Why the automaker is tearing up the assembly line playbook
Ford thinks it has cracked the code on beating Chinese electric car makers: Build cars like no one has before.
The company is spending $2 billion to scrap the traditional assembly line and try something radical. Instead of piecing together cars bit by bit on one long conveyor belt, Ford will build three separate chunks—front, middle, rear—at the same time, then snap them together at the end.
No automaker has ever mass-produced cars this way. If it works, Ford could build electric vehicles 40% faster with 20% fewer parts. If it doesn’t, the company just blew billions on an experiment while Chinese competitors eat their lunch.
The China problem: BYD, China’s electric car giant, has 700,000 employees and can build cheap, decent electric cars faster than Ford can figure out what went wrong. Chinese manufacturers have scale Ford can’t match and costs Ford can’t touch.
Ford’s answer: Out-innovate them.
“We took a radical approach to a very hard challenge: Create affordable vehicles that delight customers in every way that matters – design, innovation, flexibility, space, driving pleasure, and cost of ownership – and do it with American workers,” CEO Jim Farley said in announcing the new platform.
How it Works
Picture this: Instead of workers crawling into cramped spaces to install parts in a mostly-built car, they assemble three complete sections simultaneously. The middle section is built around a battery pack that doubles as the car’s floor. The front and rear are single pieces of cast aluminum. Only after all three are finished do they get joined together.
“The operator can build the car inside the car,” Farley said. Translation: Workers can actually reach what they’re working on.

Doug Field, Ford’s electric vehicle chief who used to run Tesla’s Model 3 program, calls it “cell-to-body” manufacturing. The battery isn’t just stuck under the car—it is the car’s structure.
This isn’t just about factory efficiency. The first vehicle built this way will be a $30,000 electric pickup truck launching in 2027. That price puts Ford squarely in Chinese territory, where cheap electric vehicles are already eating the world.
The Execution Risk
Hitting that $30,000 price tag with American workers and American-made batteries? That’s the hard part.
Ford hasn’t revealed crucial details: How far will the truck drive? How fast will it charge? Can those big aluminum castings survive crashes and get repaired affordably?
The company is essentially betting it can solve manufacturing problems that have stumped the industry for decades. Tesla floated a similar “unboxed” concept in 2023 but hasn’t built anything yet. If Ford beats Tesla to production, the 120-year-old company will have out-innovated the innovation king.
Why This Matters
Chinese electric car makers are preparing to flood global markets with cheap, competitive vehicles. American automakers have two choices: Match Chinese prices or find a better way to build cars.
Ford is betting on the better way. The new platform can build everything from small cars to big SUVs using the same basic approach. If it works, Ford gets a manufacturing advantage that could last years.
The timeline is brutal. Ford’s $30,000 truck hits showrooms in 2027, the same year Chinese automakers plan their major U.S. invasion. Tesla’s cheap Model 2 could arrive around then too.
The stakes: This isn’t just about Ford. It’s about whether American manufacturers can compete with Chinese industrial might through engineering instead of just moving production overseas.
Ford has 4,000 American jobs riding on this bet. More importantly, it has the company’s electric future on the line.
Three years from now, Ford will either have reinvented car manufacturing — or have a $2 billion reminder of why no one builds cars this way.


* [TASK GOAL]: Show each line from the listing that includes the word "Listings".

* [EXCERPTED DATA]:

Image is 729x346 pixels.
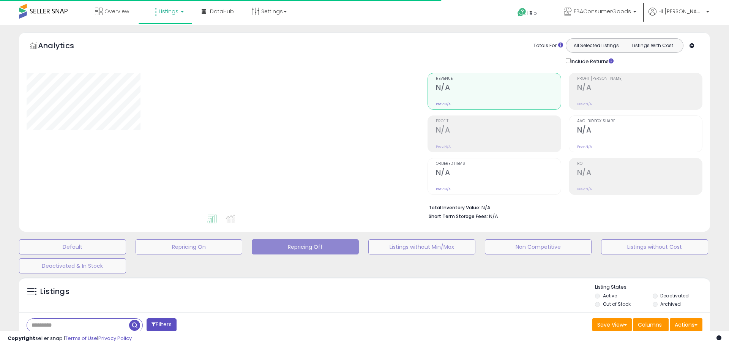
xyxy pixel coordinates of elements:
button: Repricing Off [252,239,359,254]
b: Short Term Storage Fees: [429,213,488,219]
h2: N/A [436,168,561,178]
button: Deactivated & In Stock [19,258,126,273]
i: Get Help [517,8,527,17]
small: Prev: N/A [436,102,451,106]
span: Overview [104,8,129,15]
span: Hi [PERSON_NAME] [658,8,704,15]
span: Ordered Items [436,162,561,166]
h2: N/A [436,126,561,136]
span: Help [527,10,537,16]
h5: Analytics [38,40,89,53]
button: Listings without Cost [601,239,708,254]
span: Revenue [436,77,561,81]
span: ROI [577,162,702,166]
h2: N/A [577,126,702,136]
b: Total Inventory Value: [429,204,480,211]
span: Listings [159,8,178,15]
button: Listings without Min/Max [368,239,475,254]
button: Repricing On [136,239,243,254]
h2: N/A [577,168,702,178]
small: Prev: N/A [577,102,592,106]
small: Prev: N/A [577,144,592,149]
a: Help [511,2,552,25]
div: Totals For [533,42,563,49]
button: All Selected Listings [568,41,625,50]
li: N/A [429,202,697,211]
button: Default [19,239,126,254]
div: Include Returns [560,57,623,65]
button: Listings With Cost [624,41,681,50]
span: FBAConsumerGoods [574,8,631,15]
h2: N/A [436,83,561,93]
a: Hi [PERSON_NAME] [649,8,709,25]
span: N/A [489,213,498,220]
small: Prev: N/A [436,144,451,149]
span: Avg. Buybox Share [577,119,702,123]
div: seller snap | | [8,335,132,342]
strong: Copyright [8,335,35,342]
small: Prev: N/A [577,187,592,191]
span: Profit [PERSON_NAME] [577,77,702,81]
span: DataHub [210,8,234,15]
span: Profit [436,119,561,123]
h2: N/A [577,83,702,93]
button: Non Competitive [485,239,592,254]
small: Prev: N/A [436,187,451,191]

* [OUTPUT BELOW]:
button: Listings without Cost [601,239,708,254]
span: Listings [159,8,178,15]
button: Listings without Min/Max [368,239,475,254]
button: All Selected Listings [568,41,625,50]
button: Listings With Cost [624,41,681,50]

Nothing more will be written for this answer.